✦ FAQ

Tips for choosing the perfect name.

A great pet name is not just cute — it is one your pet will love hearing for the next decade.

One or two syllables work best. Short names are crisp and easy for pets to distinguish from background noise. Names ending in a vowel — like "Milo" or "Luna" — carry further and grab attention faster. Save the regal three-syllable names for vet paperwork.

Yes — it prevents confusion during training. "Kit" sounds too close to "sit," and "Fay" rhymes with "stay." Test it yourself: say "No [name]!" out loud. If it sounds natural without clashing, you're in the clear.

Give it 2–3 weeks of consistent positive reinforcement — treats and praise every time you say the name. If they're still unresponsive, try a name with a sharper consonant (B, K, P) or a higher vowel (ee, ay). These cut through ambient noise far better than soft sounds.

Absolutely. Rescue pets adapt surprisingly quickly when the transition is positive. For a week, use both names together ("Buddy — Archie!"), then gradually drop the old one. Within a month most pets respond as if they were born with it.

Not preferences exactly, but they respond better to certain sound profiles. Dogs perk up at hard consonants and bright vowels. Cats are more selective — they favour high-pitched, slightly rising tones. Watch for ear flicks or a head tilt when you test a name. Those are great signs.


_WHAT TO WORK ON_. Take every line containing "will" out of the records.
INFORMATION GIVEN section start
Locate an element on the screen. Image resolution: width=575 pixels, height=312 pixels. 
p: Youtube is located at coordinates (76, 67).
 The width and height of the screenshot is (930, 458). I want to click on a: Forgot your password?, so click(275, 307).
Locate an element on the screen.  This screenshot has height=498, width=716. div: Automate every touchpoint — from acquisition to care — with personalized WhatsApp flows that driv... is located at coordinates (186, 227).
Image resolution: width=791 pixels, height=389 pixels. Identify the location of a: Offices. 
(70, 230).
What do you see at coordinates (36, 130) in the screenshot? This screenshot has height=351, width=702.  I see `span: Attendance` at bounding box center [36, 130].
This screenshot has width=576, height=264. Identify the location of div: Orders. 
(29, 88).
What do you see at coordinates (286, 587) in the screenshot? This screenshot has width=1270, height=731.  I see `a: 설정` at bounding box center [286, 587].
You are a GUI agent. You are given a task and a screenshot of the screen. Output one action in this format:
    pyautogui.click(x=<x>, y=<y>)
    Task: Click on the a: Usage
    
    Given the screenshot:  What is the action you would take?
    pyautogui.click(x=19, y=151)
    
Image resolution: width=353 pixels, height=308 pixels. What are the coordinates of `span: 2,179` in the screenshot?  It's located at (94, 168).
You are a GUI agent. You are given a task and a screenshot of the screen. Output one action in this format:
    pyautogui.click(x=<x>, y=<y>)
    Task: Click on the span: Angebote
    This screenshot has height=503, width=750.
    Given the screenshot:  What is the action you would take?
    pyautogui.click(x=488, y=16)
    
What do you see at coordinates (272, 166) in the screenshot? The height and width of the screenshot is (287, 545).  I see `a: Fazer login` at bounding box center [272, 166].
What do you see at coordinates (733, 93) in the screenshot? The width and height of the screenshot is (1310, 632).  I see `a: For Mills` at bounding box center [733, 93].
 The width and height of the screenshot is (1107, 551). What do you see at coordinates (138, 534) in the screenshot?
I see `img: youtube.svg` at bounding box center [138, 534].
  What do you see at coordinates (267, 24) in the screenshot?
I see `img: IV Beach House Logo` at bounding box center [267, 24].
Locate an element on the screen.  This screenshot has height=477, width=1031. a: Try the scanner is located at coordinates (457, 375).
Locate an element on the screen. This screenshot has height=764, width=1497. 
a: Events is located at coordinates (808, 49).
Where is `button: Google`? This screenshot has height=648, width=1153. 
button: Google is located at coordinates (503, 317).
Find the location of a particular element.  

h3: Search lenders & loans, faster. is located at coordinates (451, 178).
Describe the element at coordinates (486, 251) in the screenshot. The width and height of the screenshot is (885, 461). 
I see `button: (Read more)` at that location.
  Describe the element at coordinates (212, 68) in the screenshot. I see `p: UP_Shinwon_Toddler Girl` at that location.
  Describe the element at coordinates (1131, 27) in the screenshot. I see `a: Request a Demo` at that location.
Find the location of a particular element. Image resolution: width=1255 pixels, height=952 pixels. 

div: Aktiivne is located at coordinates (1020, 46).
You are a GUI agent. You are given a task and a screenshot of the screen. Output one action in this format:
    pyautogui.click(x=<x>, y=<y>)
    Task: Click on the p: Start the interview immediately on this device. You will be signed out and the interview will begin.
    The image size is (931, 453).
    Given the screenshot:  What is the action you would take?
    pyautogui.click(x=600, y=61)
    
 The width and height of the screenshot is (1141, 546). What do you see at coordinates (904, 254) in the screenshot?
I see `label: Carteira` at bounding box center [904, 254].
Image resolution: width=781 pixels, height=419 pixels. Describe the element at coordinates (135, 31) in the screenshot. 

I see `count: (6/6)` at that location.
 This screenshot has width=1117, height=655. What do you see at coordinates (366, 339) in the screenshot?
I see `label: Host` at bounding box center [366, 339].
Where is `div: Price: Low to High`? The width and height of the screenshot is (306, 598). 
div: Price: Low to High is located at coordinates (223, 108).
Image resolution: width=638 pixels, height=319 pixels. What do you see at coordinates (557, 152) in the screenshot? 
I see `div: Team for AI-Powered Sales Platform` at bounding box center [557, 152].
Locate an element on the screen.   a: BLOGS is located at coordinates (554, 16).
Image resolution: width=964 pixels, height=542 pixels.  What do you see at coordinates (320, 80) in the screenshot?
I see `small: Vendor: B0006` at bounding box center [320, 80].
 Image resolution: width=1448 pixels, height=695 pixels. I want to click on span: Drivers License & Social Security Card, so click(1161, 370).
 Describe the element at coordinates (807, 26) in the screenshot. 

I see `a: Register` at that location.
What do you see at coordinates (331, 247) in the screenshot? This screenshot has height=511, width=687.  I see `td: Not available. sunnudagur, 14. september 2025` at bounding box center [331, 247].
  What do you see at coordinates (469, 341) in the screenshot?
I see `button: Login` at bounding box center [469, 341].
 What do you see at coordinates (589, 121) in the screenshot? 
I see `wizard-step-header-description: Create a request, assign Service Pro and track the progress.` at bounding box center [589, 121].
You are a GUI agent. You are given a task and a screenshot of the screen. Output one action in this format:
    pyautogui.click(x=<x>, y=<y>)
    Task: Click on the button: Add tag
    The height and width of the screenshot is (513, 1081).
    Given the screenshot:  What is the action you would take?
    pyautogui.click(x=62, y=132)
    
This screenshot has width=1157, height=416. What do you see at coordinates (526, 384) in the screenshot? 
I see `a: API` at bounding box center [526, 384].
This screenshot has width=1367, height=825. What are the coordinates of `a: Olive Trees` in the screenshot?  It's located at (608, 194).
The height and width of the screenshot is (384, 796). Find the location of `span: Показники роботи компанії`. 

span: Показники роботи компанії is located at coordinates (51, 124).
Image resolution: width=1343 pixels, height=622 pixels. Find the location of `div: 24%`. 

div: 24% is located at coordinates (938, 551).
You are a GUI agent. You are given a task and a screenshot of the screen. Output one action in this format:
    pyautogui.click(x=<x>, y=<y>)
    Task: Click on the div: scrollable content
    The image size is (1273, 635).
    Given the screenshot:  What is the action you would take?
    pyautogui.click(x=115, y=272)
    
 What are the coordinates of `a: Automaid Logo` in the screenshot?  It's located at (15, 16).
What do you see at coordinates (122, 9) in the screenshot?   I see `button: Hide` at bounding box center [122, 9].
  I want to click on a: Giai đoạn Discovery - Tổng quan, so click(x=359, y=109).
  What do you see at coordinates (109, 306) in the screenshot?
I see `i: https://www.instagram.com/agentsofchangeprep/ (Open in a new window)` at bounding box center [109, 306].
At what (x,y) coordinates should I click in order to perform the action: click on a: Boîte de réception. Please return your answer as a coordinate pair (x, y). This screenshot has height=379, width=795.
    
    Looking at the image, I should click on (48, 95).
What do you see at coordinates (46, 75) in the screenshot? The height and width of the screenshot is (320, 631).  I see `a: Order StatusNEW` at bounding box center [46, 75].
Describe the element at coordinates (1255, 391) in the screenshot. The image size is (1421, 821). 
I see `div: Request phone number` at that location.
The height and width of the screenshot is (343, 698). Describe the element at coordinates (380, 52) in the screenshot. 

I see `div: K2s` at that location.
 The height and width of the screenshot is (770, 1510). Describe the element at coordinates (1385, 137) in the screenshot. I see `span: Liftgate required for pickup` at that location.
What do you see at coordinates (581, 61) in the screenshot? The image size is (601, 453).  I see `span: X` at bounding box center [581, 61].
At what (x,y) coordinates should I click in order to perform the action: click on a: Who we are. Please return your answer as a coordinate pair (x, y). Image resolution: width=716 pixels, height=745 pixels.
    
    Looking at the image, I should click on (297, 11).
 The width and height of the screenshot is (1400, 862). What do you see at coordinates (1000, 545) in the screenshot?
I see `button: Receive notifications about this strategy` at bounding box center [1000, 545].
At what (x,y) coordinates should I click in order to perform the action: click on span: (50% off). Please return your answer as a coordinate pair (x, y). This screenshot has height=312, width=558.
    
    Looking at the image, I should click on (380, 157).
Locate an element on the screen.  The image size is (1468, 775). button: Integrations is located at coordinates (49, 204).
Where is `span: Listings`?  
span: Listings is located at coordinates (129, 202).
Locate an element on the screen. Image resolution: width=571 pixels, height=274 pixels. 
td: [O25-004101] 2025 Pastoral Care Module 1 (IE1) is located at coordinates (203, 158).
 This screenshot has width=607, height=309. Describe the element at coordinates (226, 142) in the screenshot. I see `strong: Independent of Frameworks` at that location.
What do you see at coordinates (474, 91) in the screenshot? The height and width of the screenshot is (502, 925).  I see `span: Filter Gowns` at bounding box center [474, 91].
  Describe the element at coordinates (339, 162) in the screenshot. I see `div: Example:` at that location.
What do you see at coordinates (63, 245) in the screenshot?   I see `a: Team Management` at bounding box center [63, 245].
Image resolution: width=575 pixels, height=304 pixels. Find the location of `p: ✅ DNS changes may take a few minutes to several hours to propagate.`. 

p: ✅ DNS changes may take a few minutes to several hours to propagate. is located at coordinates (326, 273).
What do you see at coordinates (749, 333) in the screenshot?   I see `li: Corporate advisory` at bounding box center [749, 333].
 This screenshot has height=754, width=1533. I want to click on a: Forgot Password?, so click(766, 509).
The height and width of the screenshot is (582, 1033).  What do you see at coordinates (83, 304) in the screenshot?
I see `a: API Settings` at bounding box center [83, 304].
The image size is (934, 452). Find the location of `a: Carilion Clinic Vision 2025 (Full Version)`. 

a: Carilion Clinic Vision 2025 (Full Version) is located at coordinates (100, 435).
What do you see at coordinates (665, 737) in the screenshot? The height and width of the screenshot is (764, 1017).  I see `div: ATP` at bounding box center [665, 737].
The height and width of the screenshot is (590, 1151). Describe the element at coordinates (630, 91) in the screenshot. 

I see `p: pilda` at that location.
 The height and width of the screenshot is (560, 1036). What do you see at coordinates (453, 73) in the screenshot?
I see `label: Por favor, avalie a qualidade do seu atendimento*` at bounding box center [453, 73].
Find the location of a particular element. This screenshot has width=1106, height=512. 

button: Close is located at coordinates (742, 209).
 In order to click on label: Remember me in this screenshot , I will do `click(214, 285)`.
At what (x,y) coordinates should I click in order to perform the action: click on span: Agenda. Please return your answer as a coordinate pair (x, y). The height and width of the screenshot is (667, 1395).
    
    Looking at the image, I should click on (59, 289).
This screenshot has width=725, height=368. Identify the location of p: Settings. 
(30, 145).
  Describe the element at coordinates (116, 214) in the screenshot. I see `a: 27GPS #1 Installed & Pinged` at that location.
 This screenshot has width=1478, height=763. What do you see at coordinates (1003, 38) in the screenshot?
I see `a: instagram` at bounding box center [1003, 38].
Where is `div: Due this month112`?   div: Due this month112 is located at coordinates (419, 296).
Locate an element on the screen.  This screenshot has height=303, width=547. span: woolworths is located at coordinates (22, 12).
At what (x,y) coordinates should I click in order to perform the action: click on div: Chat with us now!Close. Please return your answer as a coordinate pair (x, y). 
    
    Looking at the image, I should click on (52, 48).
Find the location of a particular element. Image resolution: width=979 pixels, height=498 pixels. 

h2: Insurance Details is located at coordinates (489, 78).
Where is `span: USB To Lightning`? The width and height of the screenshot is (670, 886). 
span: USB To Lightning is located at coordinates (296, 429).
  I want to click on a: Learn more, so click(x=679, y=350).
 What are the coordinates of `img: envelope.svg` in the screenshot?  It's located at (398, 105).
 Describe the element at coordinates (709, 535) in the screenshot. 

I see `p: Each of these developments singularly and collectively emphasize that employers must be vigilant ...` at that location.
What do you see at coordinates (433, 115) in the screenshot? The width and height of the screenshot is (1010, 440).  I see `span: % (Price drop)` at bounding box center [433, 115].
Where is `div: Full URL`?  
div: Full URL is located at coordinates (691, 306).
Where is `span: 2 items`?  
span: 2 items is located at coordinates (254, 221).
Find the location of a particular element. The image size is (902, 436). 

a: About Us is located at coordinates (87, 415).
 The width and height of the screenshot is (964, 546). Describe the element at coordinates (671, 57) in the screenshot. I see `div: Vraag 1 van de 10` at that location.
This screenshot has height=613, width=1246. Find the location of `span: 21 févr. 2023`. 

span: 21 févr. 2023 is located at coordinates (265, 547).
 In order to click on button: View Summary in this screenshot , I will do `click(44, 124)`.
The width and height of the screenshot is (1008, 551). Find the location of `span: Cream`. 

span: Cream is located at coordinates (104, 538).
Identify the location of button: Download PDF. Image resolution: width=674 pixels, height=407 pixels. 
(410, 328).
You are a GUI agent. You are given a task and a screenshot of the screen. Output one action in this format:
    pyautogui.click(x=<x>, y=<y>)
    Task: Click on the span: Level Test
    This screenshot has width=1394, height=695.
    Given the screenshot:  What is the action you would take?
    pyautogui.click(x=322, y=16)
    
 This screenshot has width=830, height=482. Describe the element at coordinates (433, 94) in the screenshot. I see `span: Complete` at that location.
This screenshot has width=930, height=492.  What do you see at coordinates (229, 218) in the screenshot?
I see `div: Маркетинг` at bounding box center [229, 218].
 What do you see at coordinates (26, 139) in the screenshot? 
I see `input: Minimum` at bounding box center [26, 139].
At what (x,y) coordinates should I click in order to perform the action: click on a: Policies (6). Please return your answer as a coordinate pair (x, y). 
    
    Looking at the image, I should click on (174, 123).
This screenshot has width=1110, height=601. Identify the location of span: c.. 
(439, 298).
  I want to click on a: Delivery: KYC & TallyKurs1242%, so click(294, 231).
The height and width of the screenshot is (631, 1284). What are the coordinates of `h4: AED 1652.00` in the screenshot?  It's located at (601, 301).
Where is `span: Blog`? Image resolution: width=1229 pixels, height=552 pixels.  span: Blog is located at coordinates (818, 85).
INFORMATION GIVEN section end
_WRITTEN RESPONSE_.
    Task: Click on the p: Start the interview immediately on this device. You will be signed out and the interview will begin.
 In order to click on label: Remember me in this screenshot , I will do `click(214, 285)`.
 In order to click on button: View Summary in this screenshot , I will do `click(44, 124)`.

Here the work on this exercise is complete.